2021-04-29 05:36:54

by Mike Frysinger

[permalink] [raw]
Subject: e4defrag seems too optimistic

i started running e4defrag out of curiosity on some large files that i'm
archiving long term. its results seem exceedingly optimistic and i have
a hard time agreeing with it. am i pessimistic ?

for example, i have a ~4GB archive:
$ e4defrag -c ./foo.tar.xz
<File> now/best size/ext
./foo.tar.xz
39442/2 93 KB

Total/best extents 39442/2
Average size per extent 93 KB
Fragmentation score 34
[0-30 no problem: 31-55 a little bit fragmented: 56- needs defrag]
This file (./foo.tar.xz) does not need defragmentation.
Done.

i have a real hard time seeing this file as barely "a little bit fragmented".
shouldn't the fragmentation score be higher ?

as a measure of "how fragmented is it really", if i copy the file and then
delete the original, there's a noticeable delay before `rm` finishes.
-mike


2021-04-29 20:50:27

by Andreas Dilger

[permalink] [raw]
Subject: Re: e4defrag seems too optimistic

On Apr 28, 2021, at 11:33 PM, Mike Frysinger <[email protected]> wrote:
>
> i started running e4defrag out of curiosity on some large files that i'm
> archiving long term. its results seem exceedingly optimistic and i have
> a hard time agreeing with it. am i pessimistic ?
>
> for example, i have a ~4GB archive:
> $ e4defrag -c ./foo.tar.xz
> <File> now/best size/ext
> ./foo.tar.xz
> 39442/2 93 KB
>
> Total/best extents 39442/2
> Average size per extent 93 KB
> Fragmentation score 34
> [0-30 no problem: 31-55 a little bit fragmented: 56- needs defrag]
> This file (./foo.tar.xz) does not need defragmentation.
> Done.
>
> i have a real hard time seeing this file as barely "a little bit fragmented".
> shouldn't the fragmentation score be higher ?

I would tend to agree. A 4GB file with 39k 100KB extents is not great.
On an HDD with 125 IOPS (not counting track buffers and such) this would
take about 300s to read at a whopping 13MB/s. On flash, small writes do
lead to increased wear, but the seeks are free and you may not care.

IMHO, anything below 1MB/extent is sub-optimal in terms of IO performance,
and a sign of filesystem fragmentation (or a very poor IO pattern), since
mballoc should try to do allocation in 8MB chunks for large writes.

In many respects, if the extents are large enough, the "cost" of a seek
hidden by the device bandwidth (e.g. 250 MB/s / 125 seeks/sec = 2MB for
a good HDD today, scale linearly for RAID-5/6), so any extent larger than
this is not limited by seeks. Should 1024 x 4MB extents in a 4GB file be
considered fragmented or not? Definitely 108KB/extent should be.

However, the "ideal = 2" case is bogus, since extents are max size 128MB,
so you would need at least 32 for a perfect 4GB file. In that respect,
e4defrag is at best a "working prototype" but I don't think many people
use it, and has not gotten many improvements since it was first landed.
If you have a better idea for a "fragmentation score" I would be open
to looking at it, doubly so if it comes in the form of a patch.

You could check the actual file layout using "fallocate -v" before/after
running e4defrag to see how the allocation was changed. This would tell
you if it is actually helping or not. I've thought for a while that it
would be useful to add the same "fragmentation score" to filefrag, but
that would be contingent on the score actually making sense.

You can also use "e2freefrag" to check the filesystem as a whole to see
whether the free space is badly fragmented (i.e. most free chunks < 8MB).
In that case, running e4defrag _may_ help you, but it is not "smart" like
the old DOS defrag utilities, since it just rewrites each file separately
instead of having a "plan" for how to defrag the whole filesystem.

> as a measure of "how fragmented is it really", if i copy the file and then
> delete the original, there's a noticeable delay before `rm` finishes.

Yes, that would be totally clear if you ran filefrag on the file first.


### Aim of the exercise
Every line of the entries below that carries the string "column" should be copied.

[Data extracted from a collection]
§
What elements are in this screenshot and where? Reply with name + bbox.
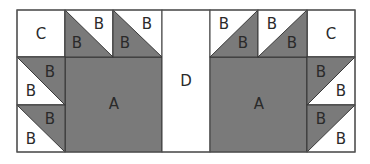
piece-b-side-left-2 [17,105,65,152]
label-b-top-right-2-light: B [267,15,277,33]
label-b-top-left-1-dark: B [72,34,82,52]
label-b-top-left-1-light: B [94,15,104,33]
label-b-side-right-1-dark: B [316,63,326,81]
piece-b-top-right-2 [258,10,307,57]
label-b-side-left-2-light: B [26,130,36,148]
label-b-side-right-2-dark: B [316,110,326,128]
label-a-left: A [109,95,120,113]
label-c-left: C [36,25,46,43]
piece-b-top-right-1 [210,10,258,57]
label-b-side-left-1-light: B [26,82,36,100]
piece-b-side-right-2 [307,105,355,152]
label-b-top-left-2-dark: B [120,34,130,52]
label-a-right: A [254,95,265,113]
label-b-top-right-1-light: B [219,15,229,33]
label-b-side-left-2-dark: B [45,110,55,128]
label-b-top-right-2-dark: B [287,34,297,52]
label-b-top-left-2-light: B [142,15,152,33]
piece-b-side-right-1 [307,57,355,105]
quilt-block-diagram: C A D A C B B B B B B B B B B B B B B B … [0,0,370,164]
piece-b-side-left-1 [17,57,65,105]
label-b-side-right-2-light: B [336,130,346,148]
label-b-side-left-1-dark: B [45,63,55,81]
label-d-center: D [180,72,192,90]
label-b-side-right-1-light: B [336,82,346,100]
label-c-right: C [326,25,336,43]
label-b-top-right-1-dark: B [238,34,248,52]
§
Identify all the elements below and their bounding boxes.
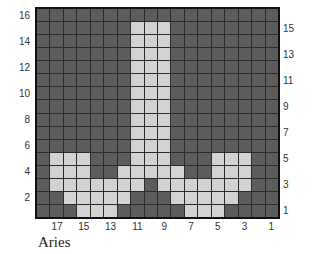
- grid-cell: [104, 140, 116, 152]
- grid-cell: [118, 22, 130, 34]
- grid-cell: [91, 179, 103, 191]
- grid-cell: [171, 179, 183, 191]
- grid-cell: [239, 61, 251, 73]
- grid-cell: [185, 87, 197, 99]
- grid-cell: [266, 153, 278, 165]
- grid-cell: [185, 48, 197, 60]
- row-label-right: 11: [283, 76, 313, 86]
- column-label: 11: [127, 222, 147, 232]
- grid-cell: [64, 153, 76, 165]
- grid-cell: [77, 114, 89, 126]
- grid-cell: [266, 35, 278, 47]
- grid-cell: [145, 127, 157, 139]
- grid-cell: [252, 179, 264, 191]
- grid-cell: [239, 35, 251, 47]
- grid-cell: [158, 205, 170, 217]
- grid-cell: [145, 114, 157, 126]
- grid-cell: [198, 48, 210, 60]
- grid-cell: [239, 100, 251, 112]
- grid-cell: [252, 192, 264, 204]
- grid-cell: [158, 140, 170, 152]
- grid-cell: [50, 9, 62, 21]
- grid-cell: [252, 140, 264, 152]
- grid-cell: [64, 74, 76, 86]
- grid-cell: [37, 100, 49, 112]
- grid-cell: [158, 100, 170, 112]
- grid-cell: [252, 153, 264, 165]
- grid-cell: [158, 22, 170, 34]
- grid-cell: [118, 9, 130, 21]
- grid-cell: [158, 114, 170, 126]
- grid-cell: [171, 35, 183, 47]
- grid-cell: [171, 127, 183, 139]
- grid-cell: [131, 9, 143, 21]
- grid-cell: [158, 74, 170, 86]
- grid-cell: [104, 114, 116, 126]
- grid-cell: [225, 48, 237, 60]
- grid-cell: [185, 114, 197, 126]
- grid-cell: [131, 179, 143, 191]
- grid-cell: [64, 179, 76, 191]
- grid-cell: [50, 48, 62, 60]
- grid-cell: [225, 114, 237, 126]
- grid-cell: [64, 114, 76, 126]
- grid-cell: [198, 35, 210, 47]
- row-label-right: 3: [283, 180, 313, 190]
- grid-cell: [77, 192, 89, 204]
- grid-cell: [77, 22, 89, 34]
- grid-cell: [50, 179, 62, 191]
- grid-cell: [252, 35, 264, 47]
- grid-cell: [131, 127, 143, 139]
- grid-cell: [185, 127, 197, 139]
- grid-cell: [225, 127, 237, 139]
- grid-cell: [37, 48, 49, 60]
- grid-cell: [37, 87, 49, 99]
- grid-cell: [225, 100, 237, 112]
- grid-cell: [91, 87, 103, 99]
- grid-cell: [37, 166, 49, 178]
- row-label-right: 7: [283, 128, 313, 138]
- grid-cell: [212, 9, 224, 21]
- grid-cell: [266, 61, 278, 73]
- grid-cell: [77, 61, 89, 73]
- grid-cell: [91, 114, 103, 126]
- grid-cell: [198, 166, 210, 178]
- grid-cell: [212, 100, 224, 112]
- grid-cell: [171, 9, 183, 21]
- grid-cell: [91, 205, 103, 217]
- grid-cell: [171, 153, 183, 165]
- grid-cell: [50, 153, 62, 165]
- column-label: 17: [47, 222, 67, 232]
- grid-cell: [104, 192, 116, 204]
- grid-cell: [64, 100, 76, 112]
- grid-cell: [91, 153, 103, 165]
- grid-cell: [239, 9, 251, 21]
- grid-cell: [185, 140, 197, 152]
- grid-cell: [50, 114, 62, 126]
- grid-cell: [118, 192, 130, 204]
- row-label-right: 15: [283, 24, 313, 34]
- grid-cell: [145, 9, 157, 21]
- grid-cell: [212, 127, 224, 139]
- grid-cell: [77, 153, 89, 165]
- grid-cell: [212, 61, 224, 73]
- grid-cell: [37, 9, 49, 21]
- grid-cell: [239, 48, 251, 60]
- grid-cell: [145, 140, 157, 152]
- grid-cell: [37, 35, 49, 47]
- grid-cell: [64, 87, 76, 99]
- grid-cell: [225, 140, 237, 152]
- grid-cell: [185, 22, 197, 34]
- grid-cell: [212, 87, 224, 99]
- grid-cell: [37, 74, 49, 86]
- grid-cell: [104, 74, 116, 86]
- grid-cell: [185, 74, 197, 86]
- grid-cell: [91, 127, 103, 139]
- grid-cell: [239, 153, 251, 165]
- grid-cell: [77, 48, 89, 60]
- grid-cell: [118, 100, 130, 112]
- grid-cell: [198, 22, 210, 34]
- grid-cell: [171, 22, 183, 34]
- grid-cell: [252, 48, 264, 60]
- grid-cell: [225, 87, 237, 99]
§
### Answer for this exercise
- column-label: 11: [127, 222, 147, 232]
- column-label: 17: [47, 222, 67, 232]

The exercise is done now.